7. Peter Fischli & David Weiss This duo blitzed New York, Paris, Zurich, London, and Cologne with eye-blistering slide-show installations. Double-exposed nature shots dissolved from one fantastical frame into another and put forth a series of mutually exclusive propositions, including the utter banality yet profound glory of nature (and its photography) and the hypertrophied lusciousness but brain-squashing nullity of photographic effects.

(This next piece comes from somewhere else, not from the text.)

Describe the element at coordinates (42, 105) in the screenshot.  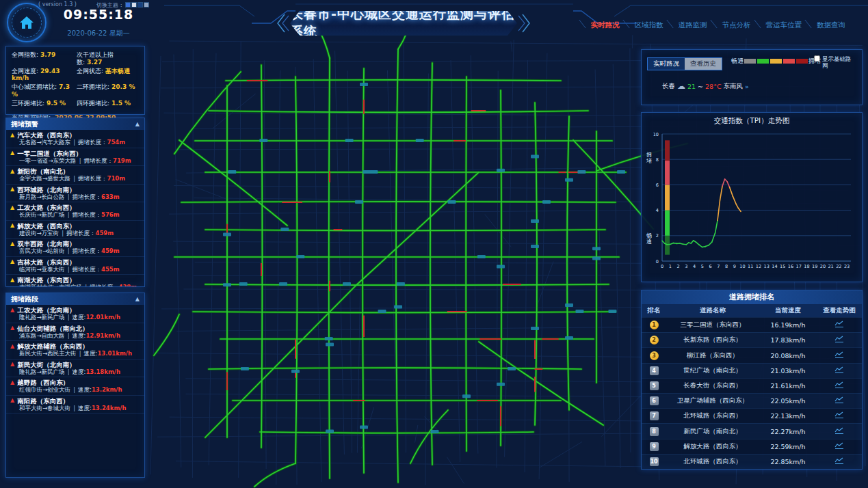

I saw the show at London’s White Cube gallery, and after twenty minutes of photo-confrontation I felt like I was dangling at the edge of the representational abyss.
8. “Photographs, Drawings, and Collages by Frederick Sommer” (Baltimore Museum of Art, 1999) Sommer’s underappreciated production prefigures much that is now considered central within the visual arts, especially in his uses of discontinuity, abjection, and undecidability in both subject matter and style. His horizonless desert landscapes, dead-animal compositions, and broken-toy assemblages look as wonderful in this viewing as ever—and as strange.
9. “A History of Women Photographers” (New York Public Library, New York; Akron Art Museum, Akron, Ohio, 1996–97) The significance of this flawed but important exhibition (based on Naomi Rosenblum’s book of the same name) lies less in how it looked than in what it did—restore the place of many largely forgotten women in a history that has, until recently, concerned itself almost exclusively with men. The sheer number of photographers included meant that each was represented by a single image, a fact that made the exhibition both conceptually and aesthetically diffuse. That’s unfortunate—but inevitable when you’re confronting 160 years of erasure.
10. Alison Jackson Photography as fiction—That’s an idea that’s been around at least since Hippolyte Bayard propped himself up and played dead for the camera in 1840. More recently, of course, the turning of photographic truth claims on themselves has opened whole new areas of exploration. Last July, Alison Jackson created a sensation in London’s Blue Gallery when she exhibited uncanny “portraits” of Diana, Dodi, and their hypothetical mixed-race baby (all played by look-alikes). Nightmare or dream come true? Depends on your politics. The British tabloids brayed like jackals at Jackson’s vision of the couple and its spawn—as real (almost) as the real thing.